Skin 2016
Archival Inkjet
430mm x 1524mm
These works are inkjet-extruded lozenge forms, suspended in a way that recalls the compressed structure of trilobite fossils or the stripped skin of a reptile. Without flesh, they hang—taut, like stretched hide. As the viewer steps closer, the individual elements composing these forms come into focus. They originate from the artist’s *Red and Blue Notebooks*, compiled over the span of a year. These notebooks are filled with traces of what a life immersed in creative flow might look like—rapid sketches, notes, and unrealized projects.
The symmetrical forms, with their central spines, emerged from animations constructed through random generators. These tools selected elements from the *Red and Blue Notebooks* archive and assembled them into new, fluid sequences. The notebooks—physical records of time, thought, and process—become the foundation for forms greater than the sum of their parts.
Compressed into the surface of the paper, these prints translate time, thought, and memory into a flattened form. This compression echoes the notebooks' slow, daily accumulation of sketches, now transformed into something continuous and fluid.
The work also touches on the tension between randomness and intention, and how form and meaning evolve through time. Using algorithms to break free from subjective experience, the process inevitably circles back to questions of structure and authenticity. In the end, these prints encapsulate the layered processes of creation, blending randomness, time, and deliberate action into a single visual form.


- _PROBLEM_:
Within the material below, how many lines contain the word "screenshot"? Give that number only.

- _MATERIAL PROVIDED_:

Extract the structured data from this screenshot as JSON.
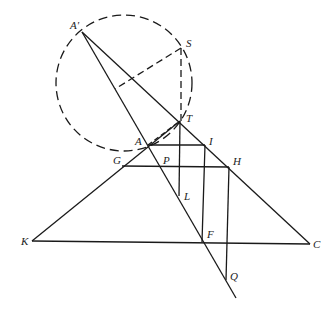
{
  "diagram": {
    "type": "geometry-construction",
    "colors": {
      "stroke": "#1a1a1a",
      "background": "#ffffff"
    },
    "labels": {
      "A_prime": "A'",
      "S": "S",
      "T": "T",
      "A": "A",
      "I": "I",
      "G": "G",
      "P": "P",
      "H": "H",
      "L": "L",
      "K": "K",
      "F": "F",
      "C": "C",
      "Q": "Q"
    },
    "points": {
      "A_prime": [
        82,
        32
      ],
      "S": [
        181,
        48
      ],
      "T": [
        180,
        121
      ],
      "A": [
        148,
        145
      ],
      "I": [
        205,
        145
      ],
      "G": [
        122,
        166
      ],
      "P": [
        160,
        166
      ],
      "H": [
        229,
        167
      ],
      "L": [
        180,
        196
      ],
      "K": [
        32,
        241
      ],
      "F": [
        202,
        242
      ],
      "C": [
        310,
        244
      ],
      "Q": [
        226,
        280
      ]
    },
    "circle": {
      "center": [
        124,
        82
      ],
      "radius": 68,
      "style": "dashed"
    }
  }
}
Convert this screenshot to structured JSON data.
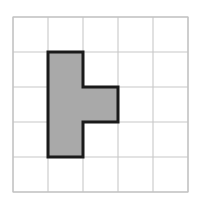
{
  "figure": {
    "background_color": "#ffffff"
  },
  "grid": {
    "name": "square-grid",
    "columns": 5,
    "rows": 5,
    "cell_size": 35,
    "origin_x": 13,
    "origin_y": 17,
    "width": 175,
    "height": 175,
    "line_color": "#c8c8c8",
    "line_width": 1.1,
    "border_color": "#c0c0c0",
    "show_grid": true
  },
  "shape": {
    "name": "shaded-l-polygon",
    "kind": "polygon",
    "fill_color": "#a9a9a9",
    "stroke_color": "#1a1a1a",
    "stroke_width": 3,
    "area_cells": 4,
    "perimeter_cells": 10,
    "description": "L-shaped hexomino-style figure: vertical bar three cells tall in column 2 with one cell extending right at the middle row",
    "cells": [
      {
        "col": 1,
        "row": 1
      },
      {
        "col": 1,
        "row": 2
      },
      {
        "col": 1,
        "row": 3
      },
      {
        "col": 2,
        "row": 2
      }
    ],
    "vertices_cells": [
      {
        "x": 1,
        "y": 1
      },
      {
        "x": 2,
        "y": 1
      },
      {
        "x": 2,
        "y": 2
      },
      {
        "x": 3,
        "y": 2
      },
      {
        "x": 3,
        "y": 3
      },
      {
        "x": 2,
        "y": 3
      },
      {
        "x": 2,
        "y": 4
      },
      {
        "x": 1,
        "y": 4
      }
    ]
  }
}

- _YOUR SOLUTION_:
2